Toponderzoek moet bij managers landen

Nieuws | de redactie
24 november 2009 | In haar tienjarige bestaan heeft ERIM een hoge plek bereikt in de wetenschappelijke rankings. Maar hoe zorg je ervoor dat dit onderzoek ook relevant is voor de bestuurskamers en daar doordringt? Die vraag stond centraal op het ERIM-lustrum op 29 oktober 2009.

Dean George Yip spoke on the duality of the challenge facingERIM, bringing to life the dual impact. He outlined the uniquechallenges – that of two audiences: academics and businesspractitioners. Academics are, of course, working outside thebusiness organizations. He provided the example of other faculties- law, medicine, and other faculties – who do not suffer from thisduality. Academics are more connected to practice in thesedisciplines than Business Admin. PhDs can possibly be. The contextmakes research more interesting for managers. There is, accordingto Professor Yip, a need for two different types of methodology,and for studies with more variables than observations. What isneeded, essentially, is conversion but NOT translation. Theresearch carried out should be converted into readableinterpretations that are palatable for the business community. Thetarget for RSM is a 1% per annum to 5 or 6% per annum increase intop tier journal publications to increase visibility forERIM.

Marketing professor Stefan Stremersch argued that one paper cannothave a high impact on both academic and practical fields, but thatscholars themselves can have this impact – using the anecdotalmethod. His advice to young scholars was to work in an area notdirectly connected to your research – you are not the same expertin academia as opposed to practice. He went on to advise doingresearch on a real business problem not yet solved, groundingyourself in existing literature. “Be a salesman, incorporate acompany, write popular articles”. Discovery, he claimed, is not thesame as excavation. Write books, attend practice conferences, workwith experienced people – this is the way forward according toStremersch.

RSM-professor Daan van Knippenberg presented a very lively argumenton understanding diversity – this, he claims, has no managerialimpact yet. He stated that academic impact does have an impact onbusiness practices and research is what has dual impact, notpeople. The old adage “Nothing is as practical as a good theory”still stands with regard to contemporary research was his opinion.Knippenberg addressed the question regarding how diversity affectsteam performance, considering it as an international resource, butalso a source of bias. Categorization, he stated, requires anelaboration model.

Group information, elaboration, motivation and ability, taskcomplexity, intergroup bias all constitute the challenges involvedin managing diversities and managing contingencies.
Prioritizing applicability will, he feels, prevent bias andstimulate elaboration. His advice is that it is preferable tohighlight rather than downplay difference. What makes team membersengage positively with salient differences, he asks? The answer isto diversify beliefs, to have organizational openness.
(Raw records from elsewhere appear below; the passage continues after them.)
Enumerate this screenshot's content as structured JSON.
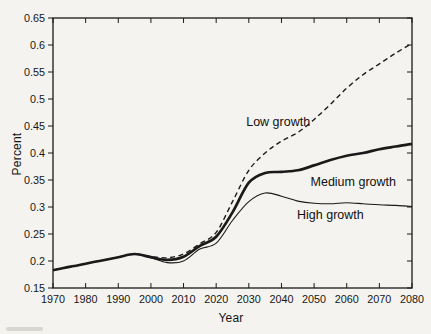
{
  "figure": {
    "background": "#f4f3ef",
    "ink_color": "#1a1a1a"
  },
  "chart_data": {
    "type": "line",
    "title": "",
    "xlabel": "Year",
    "ylabel": "Percent",
    "xlim": [
      1970,
      2080
    ],
    "ylim": [
      0.15,
      0.65
    ],
    "grid": false,
    "legend_position": "inline-annotations",
    "x_ticks": [
      1970,
      1980,
      1990,
      2000,
      2010,
      2020,
      2030,
      2040,
      2050,
      2060,
      2070,
      2080
    ],
    "x_tick_labels": [
      "1970",
      "1980",
      "1990",
      "2000",
      "2010",
      "2020",
      "2030",
      "2040",
      "2050",
      "2060",
      "2070",
      "2080"
    ],
    "y_ticks": [
      0.15,
      0.2,
      0.25,
      0.3,
      0.35,
      0.4,
      0.45,
      0.5,
      0.55,
      0.6,
      0.65
    ],
    "y_tick_labels": [
      "0.15",
      "0.2",
      "0.25",
      "0.3",
      "0.35",
      "0.4",
      "0.45",
      "0.5",
      "0.55",
      "0.6",
      "0.65"
    ],
    "x": [
      1970,
      1975,
      1980,
      1985,
      1990,
      1995,
      2000,
      2005,
      2010,
      2015,
      2020,
      2025,
      2030,
      2035,
      2040,
      2045,
      2050,
      2055,
      2060,
      2065,
      2070,
      2075,
      2080
    ],
    "series": [
      {
        "name": "Low growth",
        "line_style": "dashed",
        "line_width": 1.4,
        "color": "#1a1a1a",
        "values": [
          0.183,
          0.189,
          0.195,
          0.201,
          0.207,
          0.213,
          0.208,
          0.206,
          0.213,
          0.232,
          0.253,
          0.31,
          0.368,
          0.4,
          0.422,
          0.438,
          0.462,
          0.49,
          0.52,
          0.545,
          0.565,
          0.585,
          0.603
        ]
      },
      {
        "name": "Medium growth",
        "line_style": "solid",
        "line_width": 2.7,
        "color": "#1a1a1a",
        "values": [
          0.183,
          0.189,
          0.195,
          0.201,
          0.207,
          0.213,
          0.207,
          0.202,
          0.208,
          0.228,
          0.245,
          0.29,
          0.345,
          0.363,
          0.365,
          0.368,
          0.377,
          0.387,
          0.395,
          0.4,
          0.407,
          0.412,
          0.417
        ]
      },
      {
        "name": "High growth",
        "line_style": "solid",
        "line_width": 1.1,
        "color": "#1a1a1a",
        "values": [
          0.183,
          0.189,
          0.195,
          0.201,
          0.207,
          0.213,
          0.206,
          0.197,
          0.2,
          0.222,
          0.233,
          0.275,
          0.31,
          0.326,
          0.32,
          0.311,
          0.307,
          0.306,
          0.308,
          0.306,
          0.304,
          0.303,
          0.301
        ]
      }
    ],
    "annotations": [
      {
        "label": "Low growth",
        "year": 2039,
        "value": 0.457
      },
      {
        "label": "Medium growth",
        "year": 2062,
        "value": 0.346
      },
      {
        "label": "High growth",
        "year": 2055,
        "value": 0.285
      }
    ]
  }
}
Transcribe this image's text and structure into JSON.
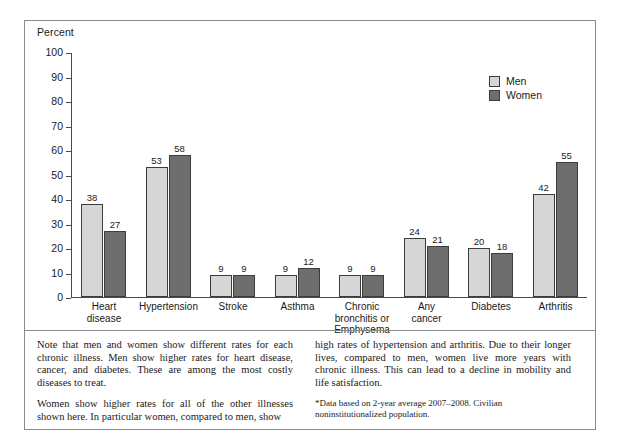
{
  "chart_data": {
    "type": "bar",
    "title": "",
    "ylabel": "Percent",
    "xlabel": "",
    "ylim": [
      0,
      100
    ],
    "yticks": [
      0,
      10,
      20,
      30,
      40,
      50,
      60,
      70,
      80,
      90,
      100
    ],
    "grid": false,
    "legend_position": "top-right",
    "categories": [
      "Heart\ndisease",
      "Hypertension",
      "Stroke",
      "Asthma",
      "Chronic\nbronchitis or\nEmphysema",
      "Any\ncancer",
      "Diabetes",
      "Arthritis"
    ],
    "series": [
      {
        "name": "Men",
        "color": "#d6d6d6",
        "values": [
          38,
          53,
          9,
          9,
          9,
          24,
          20,
          42
        ]
      },
      {
        "name": "Women",
        "color": "#6e6e6e",
        "values": [
          27,
          58,
          9,
          12,
          9,
          21,
          18,
          55
        ]
      }
    ]
  },
  "caption": {
    "left": [
      "Note that men and women show different rates for each chronic illness. Men show higher rates for heart disease, cancer, and diabetes. These are among the most costly diseases to treat.",
      "Women show higher rates for all of the other illnesses shown here. In particular women, compared to men, show"
    ],
    "right": [
      "high rates of hypertension and arthritis. Due to their longer lives, compared to men, women live more years with chronic illness. This can lead to a decline in mobility and life satisfaction."
    ],
    "footnote": "*Data based on 2-year average 2007–2008. Civilian noninstitutionalized population."
  }
}
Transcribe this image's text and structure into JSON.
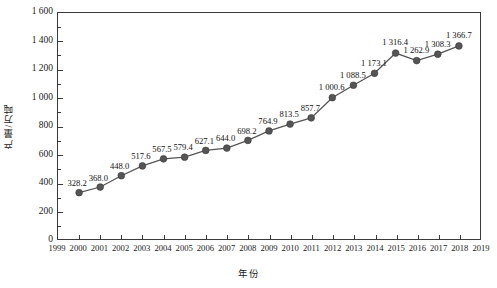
{
  "chart_data": {
    "type": "line",
    "title": "",
    "xlabel": "年份",
    "ylabel": "产量/万吨",
    "xlim": [
      1999,
      2019
    ],
    "ylim": [
      0,
      1600
    ],
    "grid": false,
    "legend": null,
    "series_color": "#555555",
    "x": [
      2000,
      2001,
      2002,
      2003,
      2004,
      2005,
      2006,
      2007,
      2008,
      2009,
      2010,
      2011,
      2012,
      2013,
      2014,
      2015,
      2016,
      2017,
      2018
    ],
    "values": [
      328.2,
      368.0,
      448.0,
      517.6,
      567.5,
      579.4,
      627.1,
      644.0,
      698.2,
      764.9,
      813.5,
      857.7,
      1000.6,
      1088.5,
      1173.1,
      1316.4,
      1262.9,
      1308.3,
      1366.7
    ],
    "point_labels": [
      "328.2",
      "368.0",
      "448.0",
      "517.6",
      "567.5",
      "579.4",
      "627.1",
      "644.0",
      "698.2",
      "764.9",
      "813.5",
      "857.7",
      "1 000.6",
      "1 088.5",
      "1 173.1",
      "1 316.4",
      "1 262.9",
      "1 308.3",
      "1 366.7"
    ],
    "x_tick_labels": [
      "1999",
      "2000",
      "2001",
      "2002",
      "2003",
      "2004",
      "2005",
      "2006",
      "2007",
      "2008",
      "2009",
      "2010",
      "2011",
      "2012",
      "2013",
      "2014",
      "2015",
      "2016",
      "2017",
      "2018",
      "2019"
    ],
    "y_tick_labels": [
      "0",
      "200",
      "400",
      "600",
      "800",
      "1 000",
      "1 200",
      "1 400",
      "1 600"
    ],
    "y_tick_values": [
      0,
      200,
      400,
      600,
      800,
      1000,
      1200,
      1400,
      1600
    ],
    "y_minor_tick_values": [
      100,
      300,
      500,
      700,
      900,
      1100,
      1300,
      1500
    ]
  }
}
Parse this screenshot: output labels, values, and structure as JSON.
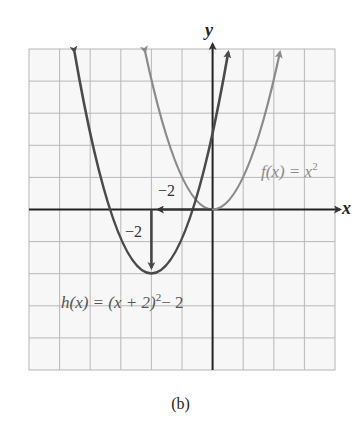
{
  "figure": {
    "caption": "(b)",
    "axes": {
      "x_label": "x",
      "y_label": "y",
      "x_range": [
        -6,
        4
      ],
      "y_range": [
        -5,
        5
      ],
      "grid": true
    },
    "functions": [
      {
        "name": "f",
        "label": "f(x) = x²",
        "expression": "x^2",
        "color": "#8a8a8a",
        "vertex": [
          0,
          0
        ]
      },
      {
        "name": "h",
        "label": "h(x) = (x + 2)² − 2",
        "expression": "(x+2)^2 - 2",
        "color": "#4a4a4a",
        "vertex": [
          -2,
          -2
        ]
      }
    ],
    "shift_annotations": [
      {
        "label": "−2",
        "direction": "horizontal",
        "from": [
          0,
          0
        ],
        "to": [
          -2,
          0
        ]
      },
      {
        "label": "−2",
        "direction": "vertical",
        "from": [
          -2,
          0
        ],
        "to": [
          -2,
          -2
        ]
      }
    ],
    "labels": {
      "f_name": "f",
      "f_rest": "(x) = x",
      "f_exp": "2",
      "h_name": "h",
      "h_rest": "(x) = (x + 2)",
      "h_exp": "2",
      "h_tail": "− 2",
      "shift_h": "−2",
      "shift_v": "−2",
      "x_axis": "x",
      "y_axis": "y"
    }
  }
}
The future,he believes, is to provide leadership training and development,self-development and to feed back into fundamental theory.

John Child of Birmingham Business School followed up with the topic’What do the next ten years hold for ERIM?’. His opinion is thatthere is a sound foundation of academic rigour, but it is vital torelate theory to practice and address key issues concerningmanagement and society. There are two lines of development -methodological and substantive. Development of good theoriesrequires exposure to practice, therefore action research isimportant – to be in contact with what is happening in the outsideworld. This kind of theory-testing is close to consultancy. Childoffers the prototype examples, such as the Hawthorne experiments atHarvard which he feels are not so feasible nowadays.

The intellectual executive is a new phenomenon – what we are nowseeing emerging is the CEO-researcher, research being close toaction. The new role of business science in management – businessin emerging economies, international business – is a new wave inthe business world. Sustainability, organizational governance andrepair of trust are important issues, Child stated, as we are nowfacing an extreme crisis, that of global warming, which is evenworse than the economic crisis. An important task for management,he feels,  is the repair of trust in organizational leadershipthat ordinary people have lost. What we are now achieving iscross-fertilization across disciplines and departments, and this ishealthy.